EWC continual learning implementation: <syntaxhighlight lang="python"> import torch import torch.nn as nn from copy import deepcopy

class EWC:

   def __init__(self, model, dataloader, device='cuda', importance=1000):
       self.model = model
       self.importance = importance
       self.prev_params = {n: p.clone().detach() for n, p in model.named_parameters()}
       self.fisher = self._compute_fisher(dataloader, device)
   def _compute_fisher(self, dataloader, device):
       """Estimate diagonal Fisher information matrix."""
       fisher = {n: torch.zeros_like(p) for n, p in self.model.named_parameters()}
       self.model.eval()
       for x, y in dataloader:
           x, y = x.to(device), y.to(device)
           self.model.zero_grad()
           output = self.model(x)
           loss = nn.CrossEntropyLoss()(output, y)
           loss.backward()
           for n, p in self.model.named_parameters():
               if p.grad is not None:
                   fisher[n] += p.grad.pow(2) / len(dataloader)
       return fisher
   def penalty(self):
       """EWC regularization term."""
       loss = 0.0
       for n, p in self.model.named_parameters():
           loss += (self.fisher[n] * (p - self.prev_params[n]).pow(2)).sum()
       return self.importance * loss
  1. Training loop with EWC
  2. total_loss = task_loss + ewc.penalty()

</syntaxhighlight>

Continual learning approach selection
Memory-constrained, simple → EWC or SI (Synaptic Intelligence) regularization
Memory available → Experience replay (keep 200-500 examples per past task)
Separate task heads needed → Progressive Neural Networks
Production NLP → Domain-adaptive pre-training on streaming data with KL replay

Analyzing

Continual Learning Approach Comparison
Approach Memory Overhead Forgetting Level Scalability
Fine-tuning (no CL) None Catastrophic High (but useless)
EWC regularization Small (Fisher matrix) Moderate Good
Experience replay Coreset size Low Good
Progressive networks Grows with tasks Zero Poor (unbounded growth)
PackNet None (fixed size) Zero Moderate (limited capacity)

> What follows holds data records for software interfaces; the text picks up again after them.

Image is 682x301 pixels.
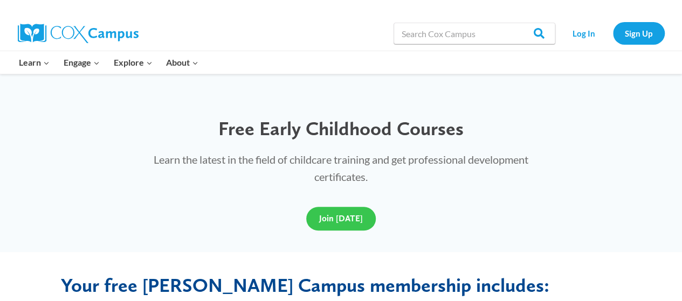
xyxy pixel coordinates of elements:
img: Cox Campus [18,24,139,43]
button: Child menu of Learn [12,51,57,74]
span: Join [DATE] [319,213,363,224]
input: Search Cox Campus [393,23,555,44]
nav: Secondary Navigation [560,22,664,44]
a: Log In [560,22,607,44]
span: Your free [PERSON_NAME] Campus membership includes: [61,274,549,297]
p: Learn the latest in the field of childcare training and get professional development certificates. [133,151,550,185]
a: Join [DATE] [306,207,376,231]
button: Child menu of Engage [57,51,107,74]
nav: Primary Navigation [12,51,205,74]
span: Free Early Childhood Courses [218,117,463,140]
button: Child menu of Explore [107,51,160,74]
a: Sign Up [613,22,664,44]
button: Child menu of About [159,51,205,74]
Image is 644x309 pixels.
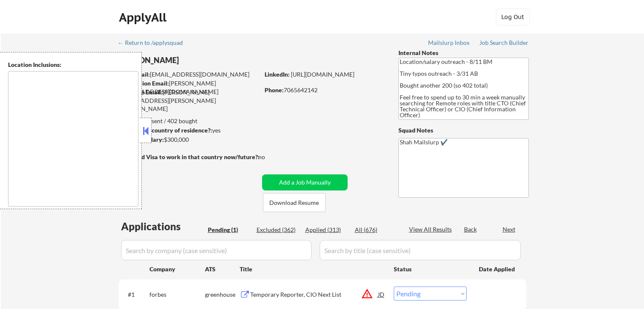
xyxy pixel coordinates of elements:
strong: LinkedIn: [265,70,289,78]
div: 313 sent / 402 bought [118,117,259,126]
div: Job Search Builder [479,40,529,46]
div: ApplyAll [119,10,169,25]
button: warning_amber [361,288,373,300]
div: ← Return to /applysquad [118,40,191,46]
div: JD [378,287,386,302]
div: Back [464,226,478,234]
div: Status [394,261,467,277]
div: [PERSON_NAME] [119,55,293,65]
strong: Can work in country of residence?: [118,126,212,134]
div: Squad Notes [399,126,529,135]
div: 7065642142 [265,86,384,94]
strong: Will need Visa to work in that country now/future?: [119,154,260,160]
div: [PERSON_NAME][EMAIL_ADDRESS][DOMAIN_NAME] [119,79,259,96]
div: All (676) [355,226,397,234]
button: Log Out [496,8,529,25]
a: ← Return to /applysquad [118,39,191,48]
button: Download Resume [263,194,326,212]
div: yes [118,126,256,135]
div: Internal Notes [399,48,529,57]
div: $300,000 [118,136,259,144]
div: Location Inclusions: [8,60,138,69]
a: [URL][DOMAIN_NAME] [291,70,355,78]
div: Excluded (362) [256,226,299,234]
div: Title [240,265,386,273]
div: Temporary Reporter, CIO Next List [250,290,378,299]
div: [PERSON_NAME][EMAIL_ADDRESS][PERSON_NAME][DOMAIN_NAME] [119,88,259,113]
div: Pending (1) [208,226,250,234]
div: Applied (313) [305,226,348,234]
input: Search by company (case sensitive) [121,240,311,261]
div: Next [503,226,516,234]
div: ATS [205,265,240,273]
strong: Phone: [265,87,283,93]
div: greenhouse [205,290,240,299]
input: Search by title (case sensitive) [320,240,521,261]
div: Date Applied [479,265,516,273]
div: Mailslurp Inbox [428,40,471,46]
div: no [258,153,283,161]
div: #1 [128,290,143,299]
div: Company [149,265,205,273]
div: forbes [149,290,205,299]
button: Add a Job Manually [262,175,348,191]
div: Applications [121,222,205,232]
div: View All Results [409,226,455,234]
a: Mailslurp Inbox [428,39,471,48]
div: [EMAIL_ADDRESS][DOMAIN_NAME] [119,70,259,79]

Failure modes: EWC fails when tasks are very different (Fisher approximation breaks down). Replay buffers don't scale to many tasks (coreset becomes unrepresentative). Progressive networks grow without bound. Class-incremental learning without task identity remains essentially unsolved at high accuracy.

Evaluating

Evaluate on standard benchmarks: Split-MNIST, Split-CIFAR-100, Permuted-MNIST. Metrics:

  1. Average accuracy after all tasks trained.
  2. Backward transfer — how much does learning new tasks affect old task accuracy (negative = forgetting).
  3. Forward transfer — does learning past tasks accelerate learning of new tasks?
  4. Memory efficiency — coreset size vs. performance trade-off. Expert practitioners always include a "joint training" upper bound (train on all tasks simultaneously) and a "fine-tuning" lower bound (no forgetting prevention).

Creating

Designing a production continual learning system:

  1. Identify the task sequence and whether task identity is available at inference.
  2. Choose replay if memory allows: maintain a diverse coreset using herding or iCaRL selection.
  3. Add EWC regularization on top of replay for additional stability.
  4. Use separate output heads per task if task identity is known.
  5. Monitor backward transfer in production: after every model update, evaluate on held-out samples from all past tasks.
  6. Implement a rollback mechanism if backward transfer exceeds threshold.